As evidenced above, there are no keys on the data. As evidenced, again, in your sentence above, you are ignorant of the RM.

> What you should rather complain about is that that logical schema design
> fails to capture the real constraints on the data.

Well, if you take it that my reasons (given , now detailed further) that I rejected the data model, are serious, and follow them to completion, the result would be, precisely, that the real relationships between the data will be exposed, and the constraints that are required therefore will also be exposed. In a direct manner. Instead of the backwards (starting from the back, trying to get to the front, as well as primitive, compared to Codd), long and winding journey that you people are taking.

> Technically, what
> your client has designed is a schema with only one functional dependency
> of all the attributes from the surrogate key. Given that, in a formal
> sense the schema is in 5NF - wrt *that* set of dependencies (which is
> *not* the set of "real" dependencies, that is the constraints that you
> have in mind when you think about countries, country names, etc...).
>
> I also agree that, by designing that way, the database becomes akin to a
> "record filing system". I wouldn't go as far as saying that it is "not
> relational",

I have given, both in the post that you quote, and above, the specific reasons why it is not Relational.

It is not Relational.

You do not know what Relational is.

> but certainly it is using the relational model in a bad way.

There is no "good" or "bad" way to use the RM. It is a set of rules, laws. There is only compliance.

There is a scientific way that we use to determine the precise extent of compliance, and thus how much a given model is (a) a pre-1970 Record Filing System at one end of the spectrum, and how much it (b) uses all Relational concepts, correctly, at the other end. But that is not relevant here. Here it fails Relational on basic issues, basic violations, full stop.

> So, Jan is correct

So far, in this thread, he is dead wrong.

I take it you mean the flagellating he is performing is familiar to you, and "correct" in terms of the performance.

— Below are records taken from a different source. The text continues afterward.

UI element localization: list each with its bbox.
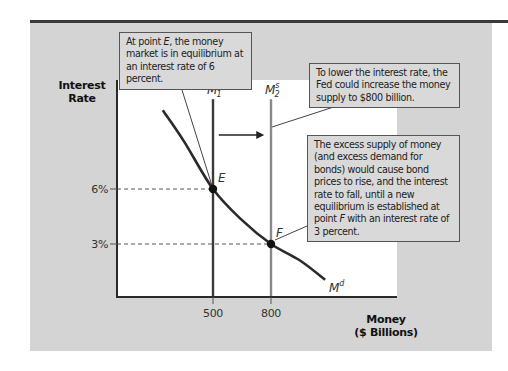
annotation-text: The excess supply of money (and excess d… xyxy=(314,139,448,224)
point-label-f: F xyxy=(276,226,284,240)
point-label-e: E xyxy=(218,171,226,185)
annotation-text: To lower the interest rate, the Fed coul… xyxy=(316,67,450,103)
annotation-excess-supply: The excess supply of money (and excess d… xyxy=(307,135,460,242)
x-tick-label: 500 xyxy=(203,307,223,320)
annotation-fed-increase-supply: To lower the interest rate, the Fed coul… xyxy=(309,63,460,108)
curve-label-superscript: s xyxy=(275,81,279,90)
annotation-equilibrium-e: At point E, the money market is in equil… xyxy=(119,32,252,90)
x-tick-label: 800 xyxy=(261,307,281,320)
curve-label-subscript: 1 xyxy=(217,90,222,99)
curve-label-m2s: Ms2 xyxy=(265,81,280,99)
y-tick-label: 3% xyxy=(91,238,108,251)
equilibrium-point-f xyxy=(267,240,275,248)
y-tick-label: 6% xyxy=(91,183,108,196)
equilibrium-point-e xyxy=(209,185,217,193)
curve-label-subscript: 2 xyxy=(275,90,280,99)
annotation-text: At point xyxy=(126,36,164,47)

> to point out that the normal form has nothing to do
> with how good or bad a logical design is.

Well, in the real world, which is integrated, it is one (not the only) measure, of exactly that, and we have just three (we have five but the last two are beyond your comprehension, out-of-scope for this thread). In the fractured universe, where everything is expressed in terms of isolated fragments (schizophrenia), sure, nothing has anything to do with anything else. And you have 42 NFs, which are tiny fragments of ours.

> You can get a highly
> normalized schema from a completely wrong set of constraints. You should
> complain about the latter in the first place.

I am complaining about both. But since it breaks simple essential rules, it is stupid for me to enumerate how the constraints on broken tables (which they reference) breaks further rules. It is more efficient to get the modeller to fix the essential breaches first, the tables and Keys, and then to deal with the constraints, etc, on tables that can be relied upon.

That emphasises, again that there is no point in evaluating your "fds", because Functionally Dependencies have to have a Key to be Functionally Dependent upon.

But you are free to approach the exercise backwards. And to write pages re "fds" that shoulda coulda woulda bin.

> Finally, talking about constraints and the meaning of the data, I have a
> (genuine) question: does it really happen that two addresses differing
> only in their Unit have different post codes (in my country, that is
> never the case, I think)? Aren't different units assigned when the same
> building has more than one entrance?

It is different in every country. The post code has different meaning in every country, and different granulation. In some countries it applies to an entire block (many apartment buildings); in others to a single entrance to a building, and there, it is a huge maintenance problem. That finer granularity is stupid, because they are trying to identify a specific geographic point, beyond the domain of the postal service, and we already have very good ways to do that (ie. GPS co-ordinates are not post codes). They should stick to their domain, of sorting mail for the letter carriers.